One thing I wanted to add—I’ve talked with ~50 people who are interested in working at EA orgs over the last six months or so, and it seems like a lot of them come to the decision through process of elimination. Common trends I see:
They don’t feel well-suited for policy, often because it’s too bureaucratic or requires a high level of social skills.
They don’t feel well-suited for academia, usually because they have less-than-stellar marks or dislike the expected output or bureaucracy of academia.
And they aren’t interested in earning-to-give, almost always because of a lack of cultural fit. (They want to have colleagues who are also motivated to do good in the world.)

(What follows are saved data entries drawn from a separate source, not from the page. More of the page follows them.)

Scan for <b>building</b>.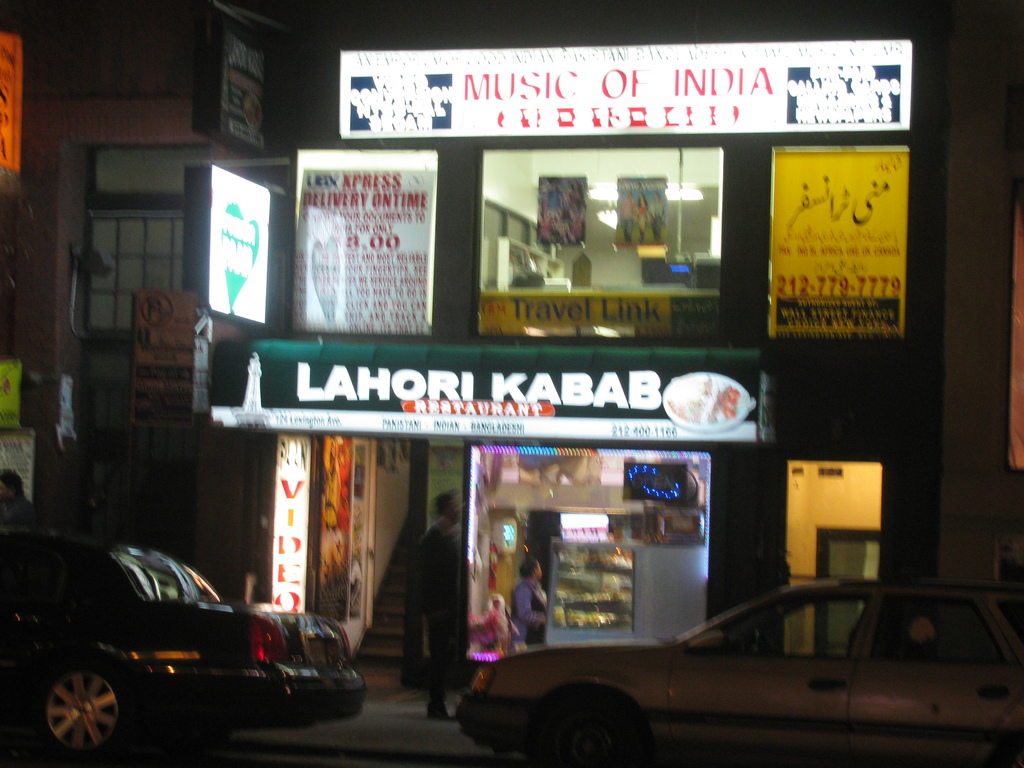
Scan result: {"left": 207, "top": 0, "right": 1023, "bottom": 660}.
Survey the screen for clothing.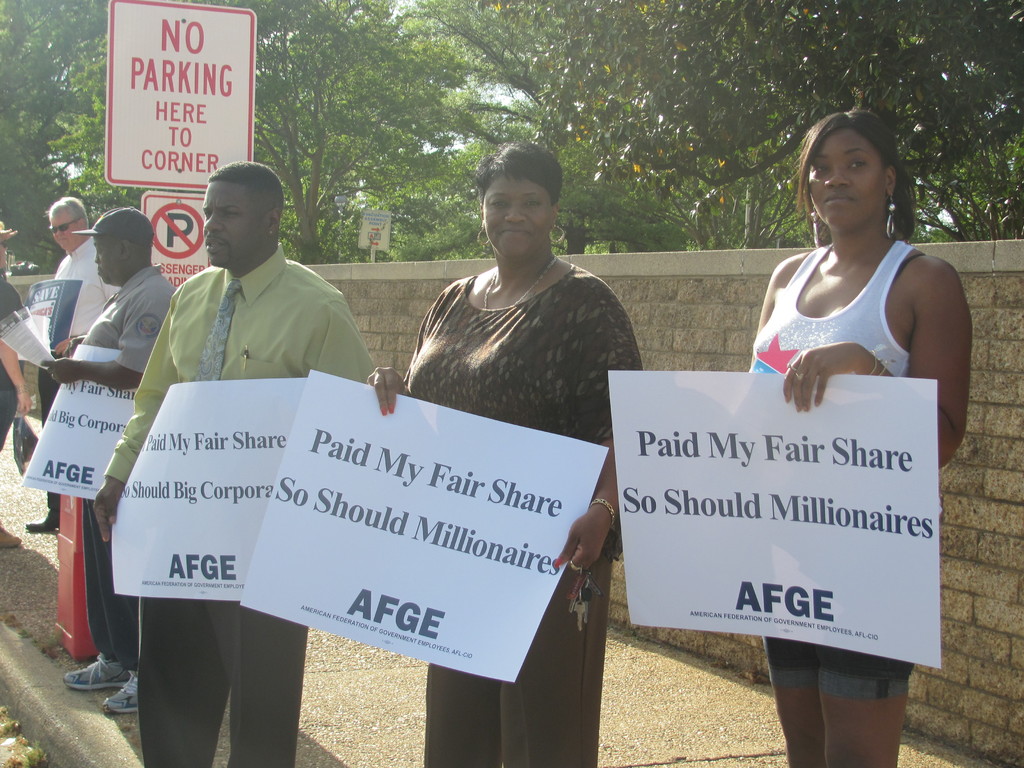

Per 80,000 Hours recommended career paths, that pretty much leaves working at effective nonprofits as the only option. And conveniently, nonprofit work (especially non-research roles) doesn’t usually come with a high bar of qualifications. A lot of positions don’t require a bachelor’s degree. Depending on the role, it’s not uncommon to find a year of vaguely-defined experience as the only minimum qualification for an entry-level job. So that seems like a reasonable choice for a lot of people… except that hundreds of other EAs also see this as a reasonable choice, and the competition grows very quickly.
I’ve certainly met EAs who seem really well-suited for direct work at EA orgs. But, in part because of the reasons mentioned above, I think the majority of people would be better off focusing their jobseeking efforts somewhere else. I do worry about swinging the pendulum too far in the opposite direction, where talented people stop applying for EA organizations.
I guess my recommendation for people interested in direct work would be to apply to EA organizations that interest you and that you think fit your skillset, but, at the same time, to also apply for EA-aligned organizations and/or impactful non-EA jobs where replaceability is likely to be lower. I also think, if you’re uncertain about whether to apply for or accept an EA direct work role, you can usually talk to the hiring manager about what they feel like your counterfactual impact might be. The nice thing about applying EA orgs is that they understand those concerns, and it likely won’t negatively affect your application—in fact, it might reflect positively on you for thinking critically and altruistically (for lack of a better word) about your career.